Games, when designed well and integrated intentionally into learning, create similar low-risk, high-experience environments.

What Games Actually Do Pedagogically

Well-designed learning games introduce four conditions that are difficult to achieve through lecture alone.

Low-Stakes Failure

Learners can be wrong without punishment. This matters more than we often admit. Graded environments incentivize defensiveness and performance; games incentivize experimentation.

Incomplete Information

Players rarely have all the facts. This mirrors real-world practice far better than textbook problems, which often present information as complete and orderly.

Time Pressure & Social Negotiation

Games force decisions to be made with others and in the moment. This surfaces reasoning processes that would otherwise remain hidden.

Immediate Feedback

Poor assumptions fail quickly. Weak reasoning becomes visible. Learners do not need to be told they made a mistake when they experience it.
None of these features are about fun or motivation per se (although they certainly can be fun and motivating). They are about epistemic practice: learning how knowledge is formed, tested, and acted upon.

Play As a Way of Teaching Judgment

Judgment is one of the hardest things to teach and one of the easiest things to underestimate.

In my experience teaching data literacy and analysis, for example, students often assume that good decisions follow naturally from good data. This is rarely true. Misinterpretation, overconfidence, selective framing, or institutional pressure can lead to bad decisions even when the highest-quality data is readily available.

Games allow students to rehearse these failure modes.

Consider a simple classroom activity: Students are presented with three short data claims. One is true. One is misleading. One is fabricated. Their task is not to identify the correct answer, but to explain why a claim deserves trust or skepticism.

No statistics are required. No formulas are invoked. What students must do instead is ask questions:

  • Who measured this?
  • What does this term actually mean?
  • What’s missing from this comparison?
  • Why does this sound impressive? Too impressive?

Over time, students stop asking “Is this right?” and start asking “Does this make sense?” Not just in the contexts presented in class, but in their lives broadly.

That shift from correctness to plausibility, from answers to reasoning is the heart of judgment. But the line is fuzzy and nuanced. Playing the game helps you find the edges.

Why Motivation-Based Framings Miss the Point

When games are justified primarily as motivational tools, they are often judged by the wrong criteria: engagement metrics, participation rates, or enjoyment surveys.

This leads to two problems.

  • First, it encourages superficial design. Games become point systems layered on top of unchanged content, rather than environments that reshape how learners think.
  • Second, it obscures the seriousness of what play is doing. Educators may feel the need to apologize for games, framing them as breaks or icebreakers, rather than as core instructional methods.

These assumptions make perfect sense.
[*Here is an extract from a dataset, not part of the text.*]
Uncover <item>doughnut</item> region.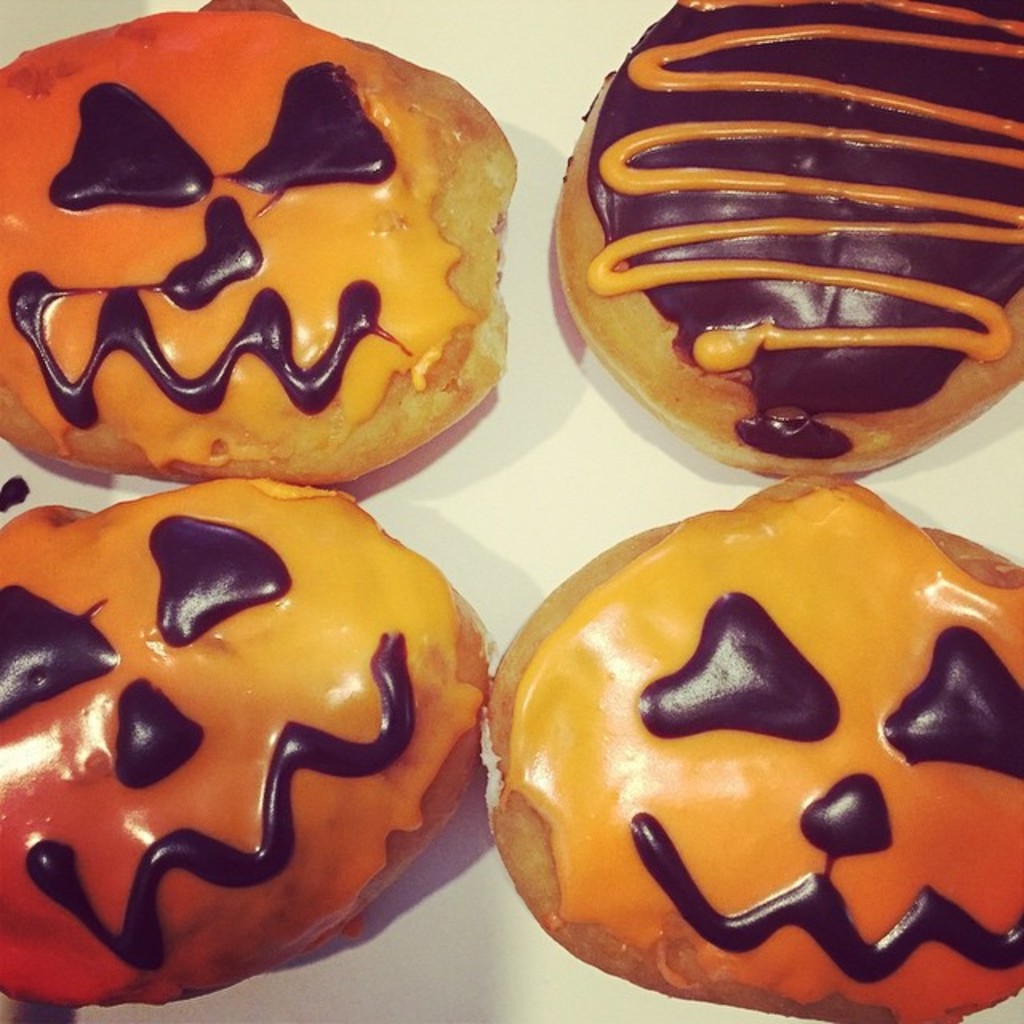
Uncovered: region(558, 0, 1022, 472).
Culturally, “game” = “play” = “fun.”

However, in practice, the most effective learning games I have used are not always the most enjoyable. I expect students to become tense, to get frustrated, to feel lost. Failure is an important teacher, and better to fail here than with a subject or stakeholder.
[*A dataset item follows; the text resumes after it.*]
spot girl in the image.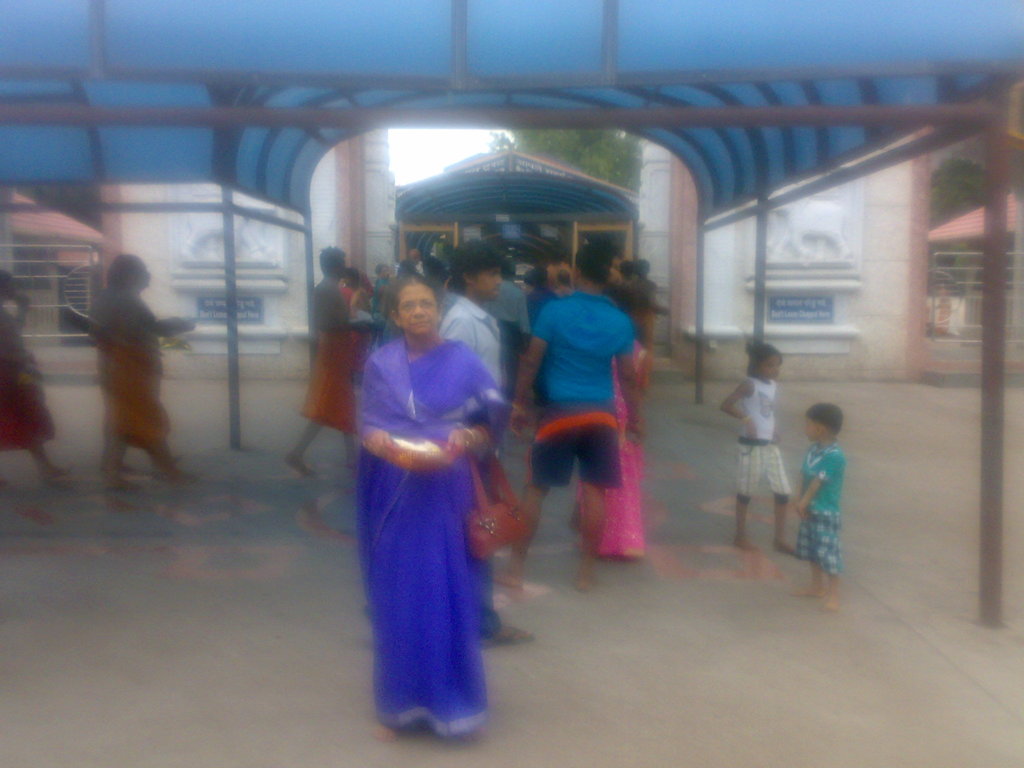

The build of the game serves to simulate real situations and real pressures. The objective of the game is for learners to build critical thinking muscle and gain practical experience. The desired outcome is confidence. Fun is a nice bonus.

Explore Game-Based Learning!

Registration is open for the Learning Guild’s Game-Based Learning online conference, June 10–11, 2026. Engaging, interactive sessions will:

  • Offer a behind-the-scenes look at building a game-based compliance course
  • Suggest strategies for moving learning from passive to active—and boosting long-term retention
  • Consider the challenges and rewards of developing a virtual escape room
  • Explore the need to align tools, players, and execution to deploy successful learning games in your environment

Register today! Free for Professional-level and Enterprise members.